Wish there really were such a thing as food pellets for people.
“Earlier this summer, flying home to Manchester from the Greek island of Kos, a pair of drunken women yelling ‘I need some fresh air’ attacked the flight attendants with a vodka bottle and tried to wrestle the airplane’s emergency door open at 30,000 feet. The plane diverted hastily to Frankfurt, and the women were arrested.
“In Laganas, on the Greek island of Zakinthos, where a teenager from Sheffield died after a drinking binge this summer, more than a dozen British women were charged in July with prostitution after taking part, the authorities said, in an alfresco oral sex contest.”
Comedian Dave Coulier has admitted for the first time that Alanis Morissette’s angst-ridden hit song “You Outta Know” is about their rocky former relationship.
The “Full House” funnyman, 48, told the Calgary Herald that he first heard the hit song, which features lyrics such as “And I’m here to remind you / Of the mess you left when you went away,” was when he was driving.
“I said, ‘Wow, this girl is angry.’ And then I said, ‘Oh man, I think it’s Alanis,’” Coulier revealed. “I listened to the song over and over again, and I said, ‘I think I have really hurt this person.’”
“Around the turn of the millennium, residents of the Upper Hunter Region of New South Wales, Australia, started to express concern to environmental philosopher Glenn Albrecht about the extensive coal mining in their home environment.
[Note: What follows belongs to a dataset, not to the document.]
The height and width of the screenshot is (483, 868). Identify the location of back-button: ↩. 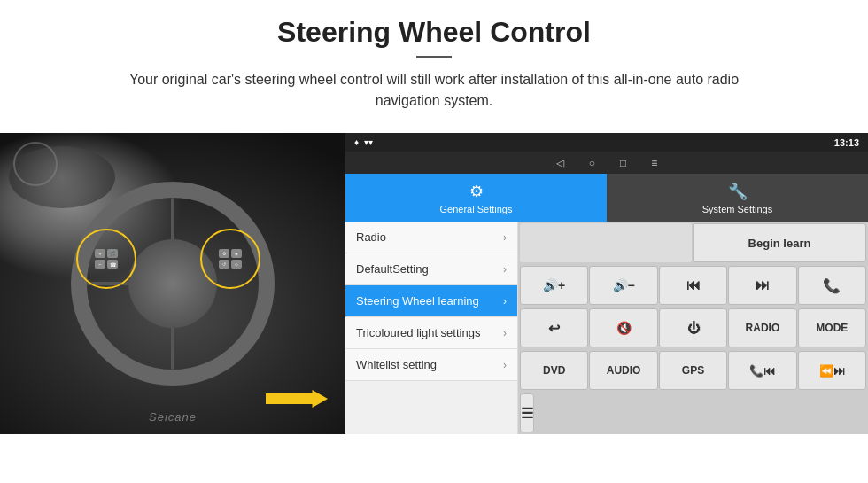
(554, 328).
Albrecht, who visited the region to confirm the destruction, realized that these people were experiencing a specific kind of distress: a homesickness felt at home. Albrecht coined the term ‘solastalgia’ — a mash-up of ‘solace,’ ‘desolation,’ and ‘nostalgia’ — to describe the inability to derive comfort from one’s home environment due to negative environmental change.”
“In past summers, the pool’s concerts, dodgeball competitions and Slip N’ Slide activities have been a helpful distraction for the entire North Brooklyn partygoing population from the Sunday scaries (that feeling of doom come Sunday when one reviews the drunken, drug-riddled debauchery of the weekend and starts freaking out about one’s pathetic, directionless existence).”
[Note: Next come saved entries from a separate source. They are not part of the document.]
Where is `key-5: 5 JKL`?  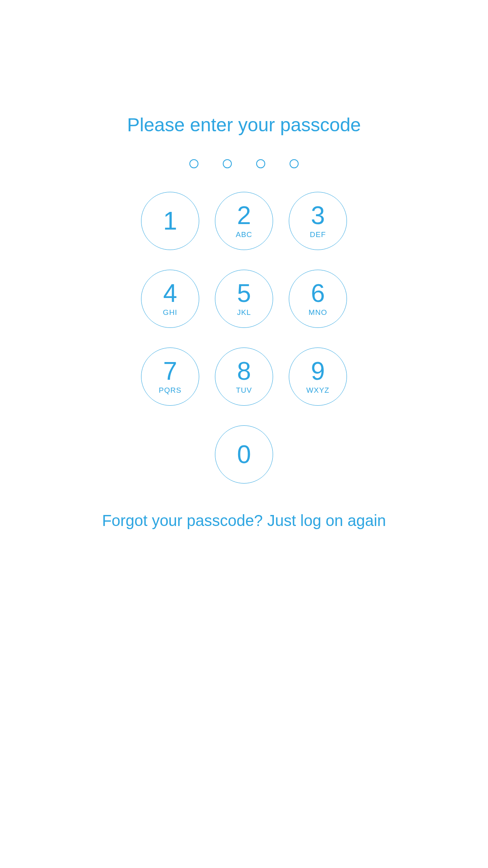 key-5: 5 JKL is located at coordinates (244, 299).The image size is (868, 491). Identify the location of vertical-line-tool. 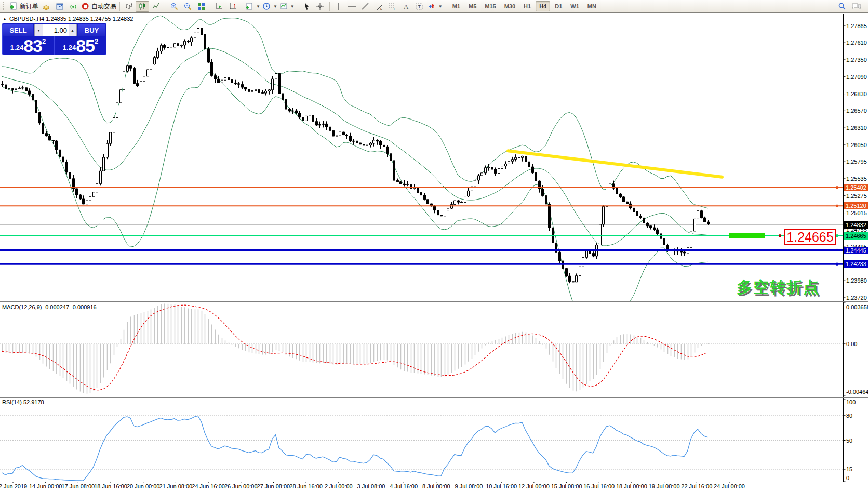
(339, 6).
“The dance floor at a hipster party looks like it should be surrounded by quotation marks. While punk, disco and hip hop all had immersive, intimate and energetic dance styles that liberated the dancer from his/her mental states – be it the head-spinning b-boy or violent thrashings of a live punk show – the hipster has more of a joke dance. A faux shrug shuffle that mocks the very idea of dancing or, at its best, illustrates a non-committal fear of expression typified in a weird twitch/ironic twist. The dancers are too self-aware to let themselves feel any form of liberation; they shuffle along, shrugging themselves into oblivion.”